We still, however, need to allow for case of applications which will
connect to libvirt remotely. These remote connections can be done as
TCP/TLS sockets, or by SSH tunnelling to the UNIX socket.
In the later case, the old libvirt.so clients will only know about
the path to the old libvirtd socket /var/run/libvirt/libvirt-sock,
and not the new driver sockets /var/run/libvirt/virtqemud-sock.
It is also not desirable to expose the main driver specific daemons
over IP directly to minimize their attack service.
Thus the virtproxyd daemon steps into place, to provide TCP/TLS sockets,
and back compat for the old libvirtd UNIX socket path(s). It will then
forward all RPC calls made to the appropriate driver specific daemon.

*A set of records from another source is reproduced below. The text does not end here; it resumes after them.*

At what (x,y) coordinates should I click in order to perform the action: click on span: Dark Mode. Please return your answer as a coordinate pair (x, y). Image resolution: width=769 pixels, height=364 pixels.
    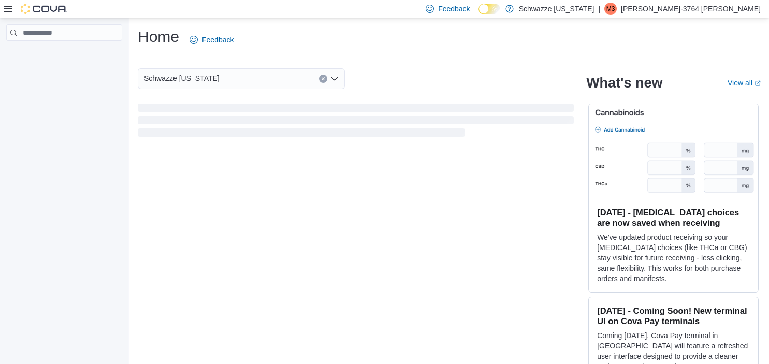
    Looking at the image, I should click on (478, 14).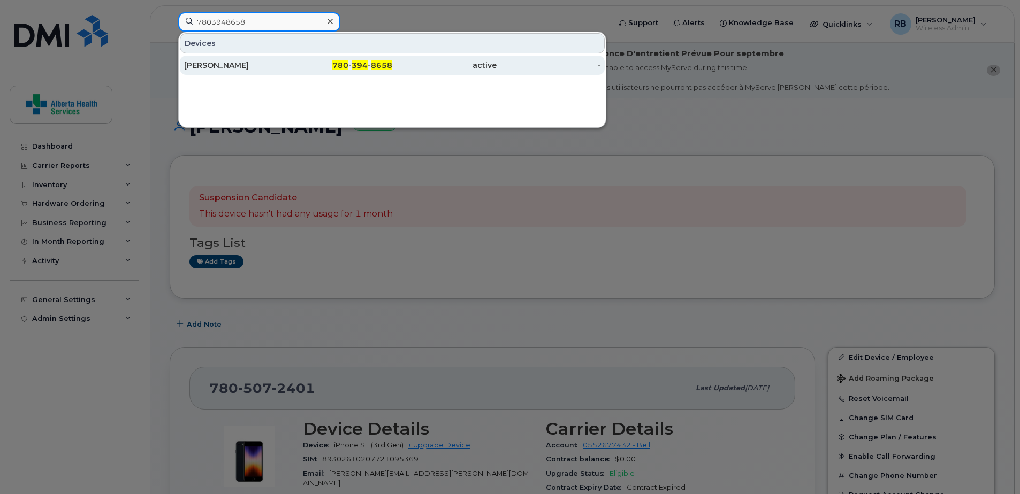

Essentially it is equivalent to the old libvirtd with absolutely no
drivers registered except for the remote driver (and other stateless
drivers in libvirt.so).
We could have modified libvirtd so none of the drivers are registed
to get the same end result. We could even add a libvirtd.conf parameter
to control whether the drivers are loaded to enable users to switch back
to the old world if we discover bugs in the split-daemon model. Using a
new daemon though has some advantages
- We can make virtproxyd and the virtXXXd per-driver daemons all
have "Conflicts: libvirtd.service" in their systemd unit files.
This will guarantee that libvirtd is never started at the same
time, as this would result in two daemons running the same driver.
Fortunately drivers use locking to protect themselves, but it is
better to avoid starting a daemon we know will conflict.
- It allows us to break CLI compat to remove the --listen parameter.
Both listen_tcp and listen_tls parameters in /etc/libvirtd/virtd.conf
will default to zero. Either TLS or TCP can be enabled exclusively
though virtd.conf without requiring the extra step of adding --listen.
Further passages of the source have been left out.